In 1971 we're talking about, the first season in which the women's game adopted the same rules as the men's game, which is to say, basically the rules and you and I know as basketball.  There was no women's tournament to determine a championship -- why would there have been? The game they played was in no way, shape or form basketball. In 1970, while boys and men were running the floor, picking & rolling, fast-breaking and setting screens, their female counterparts were standing around the court, prohibited by rule from crossing the half-court line, from dribbling more than three times, or frankly doing anything vaguely athletic. Foursquare is more challenging, both intellectually and physically. It was a past-time which had more in common with Parcheesi than basketball.

Cathy Rush, then just 25 years old herself, entered the world of coaching right at this moment, when girls were finally permitted to, and expected to, dribble and run, and play a game which required quickness, endurance and creativity.

The movie doesn't answer the question I've always had:  how did Rush master the 'new' game so quickly? I've often wondered if her youth and inexperience were a decided advantage, in that she didn't have any entrenched bad coaching habits to shed in order to suceed.

The other failing of the movie was that the players were stock, cardboard cut-outs representing one type or another. There's the black girl, the engaged girl, the frivilous girl, the big girl and the poor girl (although, the moment when the poor girl pulls on plastic bread-bags before putting on her wet boots resonates with anybody who grew up in the 1970's in a Catholic household.) The problem is not simply a cinematic one. The real-life players here grew up to influence the game immeasurably, particularly  Theresa Grentz and Rene Muth (then Rene Portland.)


In women's basketball, all roads lead to Immaculata.

Portland and Grentz were integral to that Immaculata team, the one which inspired the bucket brigade (the nuns used to bring buckets to the games and bang on them), the team which won the first three women's national titles ever (1972, 1973 and 1974), and both became successful college coaches. They trained and coached some of the best players of the next generation, and mentored many who went onto coaching, too. (Of course, any discussion of Rene Portland's coaching prowess must be balanced against her noxious off-the court homophobia at Penn State.)

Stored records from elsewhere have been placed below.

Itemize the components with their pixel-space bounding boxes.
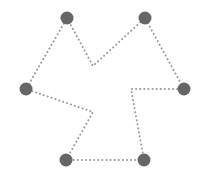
- dotted-outline: [26, 18, 184, 160]
- node-bottom-right: [138, 154, 151, 167]
- node-top-left: [61, 12, 74, 25]
- node-right: [178, 83, 191, 96]
- dotted-star-diagram: [0, 0, 209, 188]
- node-top-right: [139, 12, 152, 25]
- node-left: [20, 83, 33, 96]
- node-bottom-left: [60, 154, 73, 167]
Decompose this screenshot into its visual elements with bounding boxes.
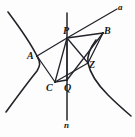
point-label-Z: Z <box>89 60 95 70</box>
segment-p-z <box>67 38 88 63</box>
vertex-c <box>54 81 56 83</box>
geometry-canvas <box>0 0 135 137</box>
point-label-B: B <box>104 26 111 36</box>
point-label-A: A <box>27 51 34 61</box>
point-label-Q: Q <box>64 83 71 93</box>
point-label-C: C <box>46 83 53 93</box>
vertex-a <box>36 55 38 57</box>
vertex-p <box>66 37 68 39</box>
geometry-figure: aBPAZCQn <box>0 0 135 137</box>
vertex-q <box>66 79 68 81</box>
point-label-a: a <box>118 3 123 12</box>
point-label-n: n <box>64 121 69 130</box>
point-label-P: P <box>63 26 69 36</box>
segment-a-c <box>37 56 55 82</box>
segment-b-q <box>67 33 103 80</box>
curve-left-branch <box>6 12 40 112</box>
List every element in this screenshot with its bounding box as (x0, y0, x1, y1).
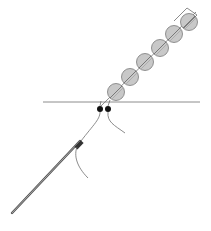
tail-thread (108, 100, 125, 133)
bead-chain (108, 14, 198, 101)
bead (152, 40, 169, 57)
knot-dot (97, 106, 103, 112)
needle-icon (12, 140, 84, 213)
needle-thread-loop (76, 147, 88, 178)
bead (108, 84, 125, 101)
bead (137, 54, 154, 71)
bead (166, 26, 183, 43)
knot-dot (105, 106, 111, 112)
bead (181, 14, 198, 31)
bead (122, 69, 139, 86)
beading-diagram (0, 0, 211, 231)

300 miles away from Immaculata, here in Pittsburgh, one cannot escape the reach of the Mighty Macs.

Ferne Labati started her coaching career as an assistant to Cathy Rush at Immaculata, before going on to coach the University of Miami, where she won two Big East titles. The tireless coach now works at Seton Hill, less than an hour from downtown Pittsburgh.

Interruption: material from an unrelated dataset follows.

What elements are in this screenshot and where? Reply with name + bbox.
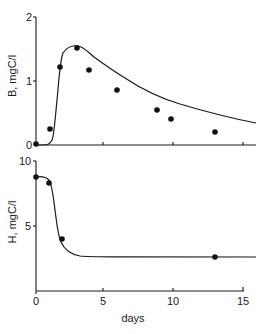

Agnus Berenato, the dynamic coach at Pitt, played her college ball at Mount St. Mary's where she played against teams coached by Rush (and Labati.)

Suzie McConnell-Serio, heading into her fifth year as head coach at Duquesne in downtown Pittsburgh, is a direct lineal descendant from the Cathy Rush coaching tree, having played her college basketball at Penn State for Rene Portland (McConnell was the NCAA all-time leader in assists until March, 2011, when Courtney Vandersloot passed her), then played on Team USA in 1992, a team coached by Teresa Grentz.

Over the last few years, I've been lucky enough to  interview and spend time with all three of those remarkable women. Each one lit up at the chance to tell stories of her connection to Immaculata. Because they all understand that without the Mighty Macs, there's no Skylar Diggins or Maya Moore, there is no Lisa Leslie or Cheryl Miller. Personally, I would even posit that without the Macs, the road for Mia Hamm and Hope Solo is tougher, full of dark, rough terrain into uncharted territory.

Every generation of athlete looks to their childhood heroes for inspiration. For women, it's often hard to find athletic heroes and role models. So if the movie 'The Mighty Macs' is less than perfect, at least it tells the story of these women pioneers for a new generation of girls. And that's good enough for me.